List prices at Omaha Steaks are a starting point, not the price you pay. Packages, perpetual promo codes and free add-ons reshape the math - here's how to read it.
Omaha Steaks sells premium, individually vacuum-sealed and flash-frozen meat by mail, and its sticker prices look steep next to a grocery butcher counter. But the company runs near-constant promotions, bundles items into discounted packages, and tacks on free gifts, so the advertised price is almost never what regular buyers actually pay. The trick is shopping the packages and codes, not the per-item list price.
| What you're buying | Typical price | How Omaha Steaks compares |
|---|---|---|
| Filet mignon (per steak, in a package) | $15 - $30 each | Costs more than a warehouse club per pound, but portions are trimmed, sealed and consistent. |
| Curated steak / variety packages | $80 - $200 per box | The real value play - per-item cost drops sharply versus buying the same cuts a la carte. |
| Burgers & franks (bulk packs) | $30 - $60 per pack | Often thrown in free with a qualifying order; rarely worth buying alone at list. |
| Seafood (salmon, shrimp, lobster tails) | $25 - $90 per item/pack | Premium-priced; watch for it inside bundles rather than standalone. |
| Heat-and-serve meals & sides | $5 - $15 each | Convenience-priced; comparable single-serve meals are cheaper at the grocery store. |
| Gift packages / holiday boxes | $70 - $250+ | Seasonal pricing; deepest discounts and free shipping cluster around the holidays. |
Omaha Steaks uses a high-list, deep-discount model. Individual cuts carry premium per-item prices, but the catalog is built around packages that bundle steaks, burgers, sides and a free gift at a combined price well below the sum of the parts. Layered on top is an almost permanent rotation of promo codes that knock a further chunk off and frequently add a free item or two.

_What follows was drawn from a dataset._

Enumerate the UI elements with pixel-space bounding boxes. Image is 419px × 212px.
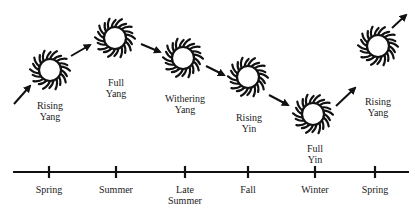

Because the discounts are so consistent, paying the full a la carte list price is usually a mistake. The effective price most shoppers see is the package price minus the current code, which can land well under half of the headline numbers.
The value is best on the curated steak and variety packages, especially during holiday promotions when free shipping appears - mail-order meat normally carries a real shipping cost because it ships frozen. Quality, portioning and convenience are the selling points, not beating a grocery store on raw price per pound.
It's least worth it on single items at list, on heat-and-serve meals and sides where a supermarket undercuts it, and on add-on packs like burgers that you can often get free with a qualifying order anyway.
Never check out without a promo code - there is almost always an active one, and codes routinely stack a free item onto a discounted package. Build your order around a package rather than cherry-picking single cuts, and time bigger buys to holiday windows when free shipping offsets the frozen-delivery cost.
Shipping is the hidden cost here, so consolidating into one larger order beats several small ones. Before buying a standalone premium cut, it's worth comparing the per-pound price against a warehouse club or local butcher - FindPrices can help you sanity-check the same item elsewhere while you shop.
FindPrices compares the exact product across retailers while you shop, so you only pay full price when it really is the best price.
Compare Pricing Now - It's FreeNo, Omaha Steaks does not offer price matching against grocery stores or other meat sellers. Its discounting happens through packages, promo codes and seasonal sales instead, so the way to pay less is to stack those rather than ask for a match.
On raw price per pound, usually no - a warehouse club or supermarket butcher is typically cheaper. Omaha Steaks competes on convenience, consistent portioning, packaging and delivery, and its package-plus-code pricing narrows the gap but rarely beats bulk grocery pricing.
It runs promotions almost continuously, but the deepest discounts and free shipping cluster around major holidays - Father's Day, July 4th, Thanksgiving and Christmas. There is rarely a good reason to pay full list price between sales.
Pricing is essentially the same online and by phone, but the website is where promo codes and package deals are easiest to find and apply. Ordering online also makes it simple to compare current bundles before you commit.
The codes are genuine, but they apply against high list prices, so a big-sounding percentage off can still leave you above grocery pricing on some items. Judge value by the final per-item cost on a package, not by the size of the discount.
Not by default - because orders ship frozen, there's usually a shipping charge. Free shipping shows up during holiday promotions and on some qualifying package orders, which is why timing and order size matter so much to the total cost.
FindPrices does the comparison shopping for you, every time - quietly, automatically, on every product page.